I somewhat agree to your point that the sheer volume of new stuff makes most things disappear rather fast from the public eye. But what used to be a moment among friends, let's say spontaneous skinny dipping or a badly chosen joke, gets shared with everyone in your extended circles and is easily saved and brought up whenever in the future.

Then there's the mob mentality issue you mention, and perhaps more relevant to this article. Even after it passes the names and images are still around when people search your name. It's on your permanent record.

>It's on your permanent record.

Absolutely, I have an effectively unique name as far as the Internet is concerned. So, if I were to become "Internet famous" for something problematic, it's pretty much a given that would be near the top of search terms any time someone searched on me whether a recruiter or anyone else.

Worse though is probably if you share a name with someone Internet notorious and plausibly could be confused with that person. A story I like to tell is pre-Web but someone I know in NYC shared a name with someone who got into a very public and polarizing local spat and something. My friend literally got death threats left on his voicemail.

If this only went on on Twitter or whatever, this would have come to pass. The reason it's "blown up" is due to media attention, ironically from the likes of The Atlantic and all the other media channels who decided it was funny and wanted to carry the story because everyone else was.

The Atlantic should be outraged at itself along with all the media family.

Right here The Atlantic is masterfully playing the issue from both sides. It could have addressed the issue genetically, of course.

Twitter has over 300m active users. It's plenty big enough for something to become real on its own. From two years ago, here's an article listing the top 10 hashtag movements: https://www.washingtonpost.com/news/the-switch/wp/2016/03/21...

Most obviously relevant is Black Lives Matter. Police brutality and other biased policing has been happening in America since the beginning. The media have been generally happy to ignore it. (Even when they cover mob killings, it's often been with a neutral or even approving tone. [1]) BLM happened because of social media, because 300m people are now publishers and editors, not just article subjects.

Since then we've seen plenty more. If you're not on Twitter, you may not hear about these things until you see media coverage. But that doesn't mean they're not significant events, both societally or for the people involved.

[1] https://www.amazon.com/dp/B00D614D80/

I dunno, maybe you’re right, do people really get sucked in to “moments”?

I think one reason things blow up on Twitter has to do with with the magnification and positive feedback loop that goes on between itself and other mediums. If it were self contained the impact and general awareness would be much reduced.

Sure. But socially mediated positive feedback loops are an important part of human society. That describes basically any social movement.

It's the job of the media to report what's going on, and Twitter is at the size where something happening there is a legitimate news topic. I would agree it's probably overrepresented, as the great bulk of journalists use Twitter, and it makes many of the aspects of content-generation much easier.
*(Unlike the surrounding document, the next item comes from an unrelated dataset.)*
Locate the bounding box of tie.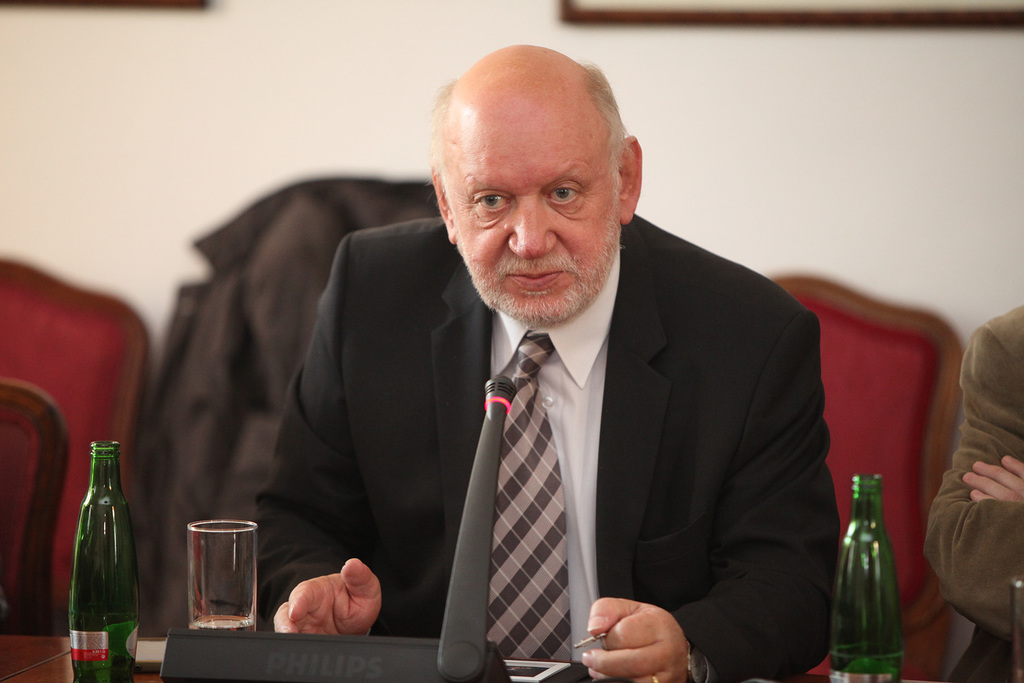
Bounding box: (486,332,579,666).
At one point there was a clear distinction between "online" and "the real world". But I think that is now misleading. Online is now one important part of the real world. We won. Now we have to figure out what to do about it.

"Orville", a semi-serious version of Star Trek by Seth MacFarlane has one amusing "Black Mirror"-ultra-lite episode about this: "Majority Rule". In this world, law has been replaced by a simple upvote/downvote system and pictures of people doing stupid things can go viral on a "global feed".